Standard image High-resolution image

The pump profile $\bar{p}_{xq}^{\left(\,j\right)}(t)$ is determined as the ensemble median resulting from the time-aligned roller periods of the observed signal yx(t). Prior to time alignment, however, the occurrence time $t_{x,k}^{\left(\,j\right)}$ of each roller period, and the related time scale factor $a_{xq,k}^{\left(\,j\right)}$ , need to be estimated; the roller periods are indexed by k, ranging from 1 to 2N where N denotes the number of complete pump revolutions.

The estimation of $t_{x,k}^{\left(\,j\right)}$ takes its starting point in the pump signal estimate $\hat{p}_{x}^{\left(\,j\right)}(t)$ , given by

Equation (9)

which is used for computing the residual

Equation (10)

The function $f\left(\centerdot \right)$ determines the pump profile of a complete revolution, defined by the concatenation of $\bar{p}_{x1}^{\left(\,j-1\right)}(t)$ and $\bar{p}_{x2}^{\left(\,j-1\right)}(t)$ once these two profiles have been time-scaled to fit their respective intervals $\left[\hat{t}_{x,k-1}^{\left(\,j\right)},\hat{t}_{x,k}^{\left(\,j\right)}\right]$ and $\left[\hat{t}_{x,k}^{\left(\,j\right)},\hat{t}_{x,k+1}^{\left(\,j-1\right)}\right]$ . Note that $\hat{t}_{x,k-1}^{\left(\,j\right)}$ is the preceding occurrence time from the current iteration and $\hat{t}_{x,k+1}^{\left(\,j-1\right)}$ is the succeeding occurrence time that results from the previous iteration. The occurrence time $t_{x,k}^{\left(\,j\right)}$ of the kth roller period is determined by the time instant that minimizes the least square error

Equation (11)

The reason for minimizing the second derivative of the squared residual, rather than the squared residual itself, is to produce a smoother cardiac signal estimate.
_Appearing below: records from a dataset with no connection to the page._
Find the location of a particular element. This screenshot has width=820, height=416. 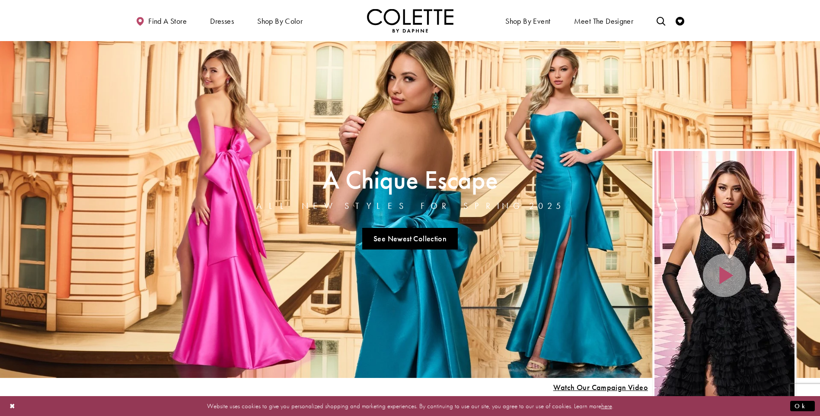

span: Find a store is located at coordinates (167, 21).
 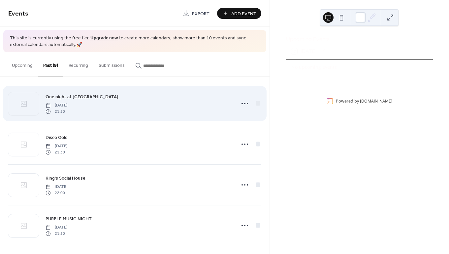 What do you see at coordinates (69, 218) in the screenshot?
I see `a: PURPLE MUSIC NIGHT` at bounding box center [69, 218].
For each roller, the mean period length $\bar{T}_{xq}^{\left(\,j\right)}$ is determined by

Equation (12)

The pump profile $\bar{p}_{xq}^{\left(\,j\right)}(t)$ is computed as the ensemble median at each time instant of all N revolutions, once the duration of each roller period has been scaled in time, i.e.

Equation (13)

where the time scale factor $\hat{a}_{xq,k}^{\left(\,j\right)}$ is estimated by

Equation (14)

The pump model signal $\tilde{p}_{x}^{\left(\,j\right)}(t)$ is then produced by alternating the concatenation of the two pump profiles: for every other roller period, the first pump profile is used,

Equation (15)

and, otherwise, the second pump profile,

Equation (16)

2.3. Convergence

The iterative estimation procedure is considered to have converged when the following criterion is fulfilled:

Equation (17)

If the procedure has not converged, the iteration index j is incremented by one and the procedure jumps to section 2.1 and continues processing. If convergence has not been reached within L iterations, the procedure is terminated and the estimates of the Lth iteration are used for subsequent analysis.

The block diagram in figure 2 provides an overview of the estimation of a joint cardiac signal from the signals acquired by the arterial and venous pressure sensors.

Figure 2.

Figure 2. Block diagram of the present method for estimating a joint cardiac signal from the input arterial and venous pressure signals. The vertical dashed lines indicate that the iteration index j is incremented by 1.

Standard image High-resolution image

2.4. Estimation of heartbeat occurrence time

Following convergence, the joint cardiac signal estimate ${{\hat{c}}^{(J)}}(t)$ is subjected to bandpass filtering to facilitate the estimation of the heartbeat occurrence times ${{\hat{t}}_{c,k}}$ and to reduce the number of falsely detected beats; J denotes the number of the iterations required for convergence. The cut-off frequencies of the bandpass filter, ${{F}_{\text{LP}}}$ and ${{F}_{\text{HP}}}$ , are chosen such that all heart rates can be accommodated in the passband. The occurrence time of a heartbeat is taken as the time of the mid-amplitude of a heartbeat. The mid-amplitude has been successfully used for estimation of the occurrence time in the PPG signal (Lázaro et al 2014).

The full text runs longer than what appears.